A bit. Not much. The sense of humour, the radio – although I can get that now. Teabags. Good beer. I’ve often found it strange when you go to someone’s house and they say “What do you want, coke or fanta?” I always answer, “Has the kids party started already?” I’m a bloody grown up, I am of the age where I can drink alcohol! Good chocolate. A few Yorkie bars would be nice. What do you miss?
Pub culture.
Oh yes, I agree with that. Top of the list. To go to the pub after work. Lovely. Get my own pint and a packet of crisps. Lovely.
Last time I saw you, you were talking about a blog you run, Hand of Dan. Tell us a little what that’s about?
Yeah, I started it in 2009, the Apetura season in 2009 when I was working freelance. It’s a blog exploring Argentine culture through football. I’m interested in football and I thought it would be an interesting way to tell the story of Argentina, relate everyday stories. And I chose to do it from the terraces. I chose them because they were easy to get to, they had loose parallels with West Ham United, they’re a humble team. I went to every Argentinos Juniors game at home and as many away as I could that season. And the following season too, when Argentinos Juniors were Champions. I deliberately chose a crappier team as In thought it would be funnier and then they bloody end up Champions in the second season I’m covering them.
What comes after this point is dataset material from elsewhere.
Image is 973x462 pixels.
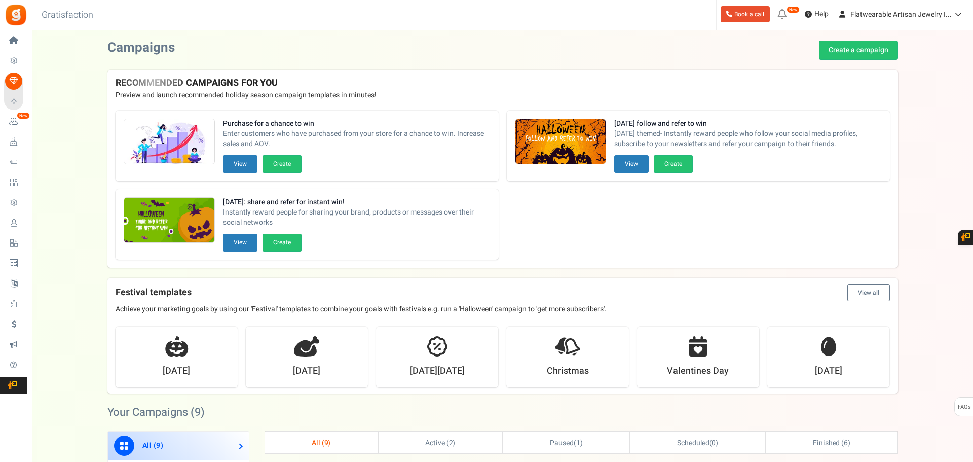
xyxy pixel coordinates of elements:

Some of the people I see on the terraces started thinking I was a lucky charm! I go less frequently now, mostly due to work. It had a good following though, here and abroad. About 30,000 hits a month. And it got me work because some people would come looking for someone who knew something about Argentine football.
You once filmed and produced a documentary on football violence in Argentina, yes? How did you go about this?
It was an independent British production company making a documentary about football violence around the world. I helped them with the Argentine company. We filmed, found people and interviewed barra brava.
And how was that? Were the fans ‘welcoming’?
They were good, really good. They were fine, happy to be on camera. They were saying it’s just a family thing, we help the club. But they would talk about the clashes with the police and police brutality and the violence. The violence in England in the ‘70s and ‘80s was very different, here it has political connections. The club presidents need the barra brava to stay in office and it has got out of control, there’s no doubt about it, without a willingness to tackle the problem.
Do you think the AFA are making any impact on this problem?
No. Almost none. If anything their lack of activity means they’re encouraging the barra brava to get ever more out of control. It’s power. People, presidents rely on them to stay in office and when someone tries to break that link, they get almost no support. There are so many vested interests. While the game as a whole suffers.
And finally, I wanted to ask you about bringing up bilingual children… is that easy or hard?
I think if you are consistent with rules and regulations in the home, it’s easy. I only speak to them in English and Claudia only speaks to them in Spanish. Right from the very beginning, before birth. And it’s worked. They’re bilingual, no accent in either language… obviously when the four of us are together, there’s a mishmash of languages… our own family Spanglish, if you like! One thing I will say for here, it’s a great place to bring up kids. Socially, educationally it’s fantastic and it’s quite safe. It’s not a bad place at all.
An abridged, edited version of this full-length interview was published in the Buenos Aires Herald, on Thursday, July 18, 2013.